Stacey Waite is Assistant Professor of English at the University of Nebraska—Lincoln where she teaches courses in Composition and Rhetoric and Gender Studies. Waite has published articles and essays on the teaching of writing in numerous journals and anthologies, including Writing on the Edge, Feminist Teacher, and Reader: Essays in Reader-Oriented Theory, Criticism, and Pedagogy. Waite was co-editor of The Best of the Independent Rhetoric and Composition Journals 2011 (Parlor Press, 2012). Having worked with both the Western Pennsylvania Writing Project, and currently with the Nebraska Writing Project, Waite directs and contributes to many writing programs and projects in her community—among them the Young Writers Camp in Lincoln, Nebraska, the Louder than a Bomb Omaha Youth poetry Festival, and the Summer Institute for Teachers.

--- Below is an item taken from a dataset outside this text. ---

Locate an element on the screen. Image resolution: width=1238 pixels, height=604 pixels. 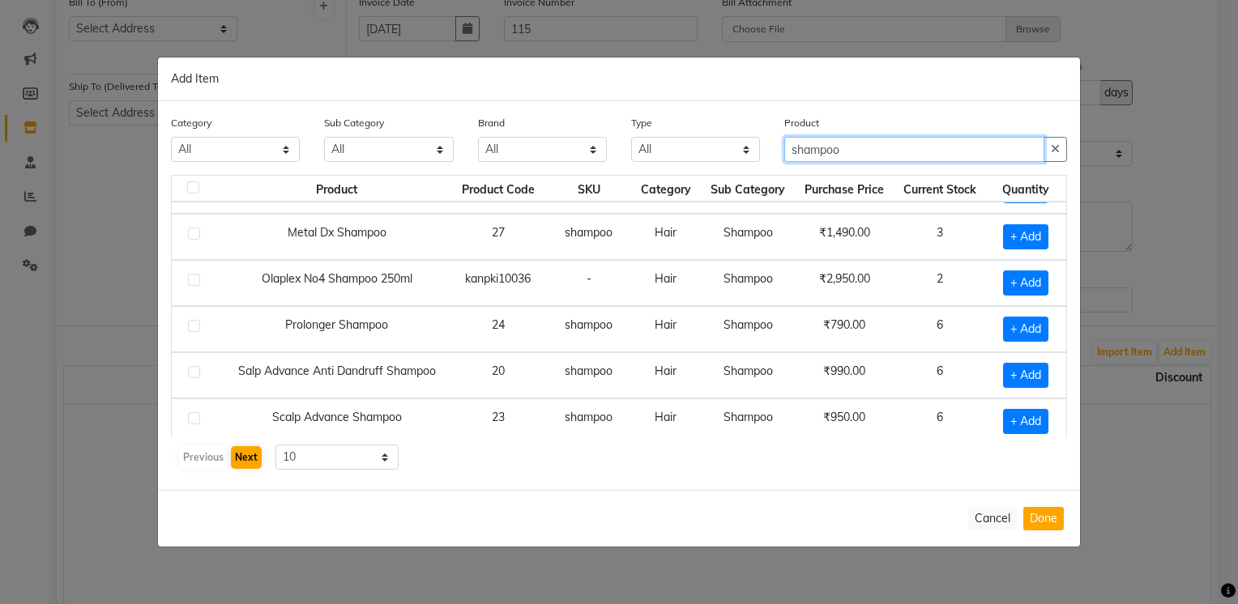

With an interest both in critical and creative writing, Waite has published four collections of poems: Choke (winner of the 2004 Frank O'Hara Prize), Love Poem to Androgyny (winner of the 2006 Main Street Rag Chapbook Competition), the lake has no saint (winner of the 2008 Snowbound Prize from Tupelo Press), and Butch Geography (Tupelo Press, 2013). Waite’s poems have been published most recently in The Cream City Review, Bloom, Indiana Review, and Black Warrior Review. Waite is the co-host of the radio podcast Air Schooner produced by Prairie Schooner and is Senior Poetry Editor for Tupelo Quarterly.

Waite has been teaching writing using Ways of Reading since 1999, has worked on the selections and apparatus for the book since 2006, and is now co-editor of the textbook. She has given several invited talks addressing the pedagogy of the textbook and working with teachers of first-year writing to scaffold and shape their semesters using Ways of Reading.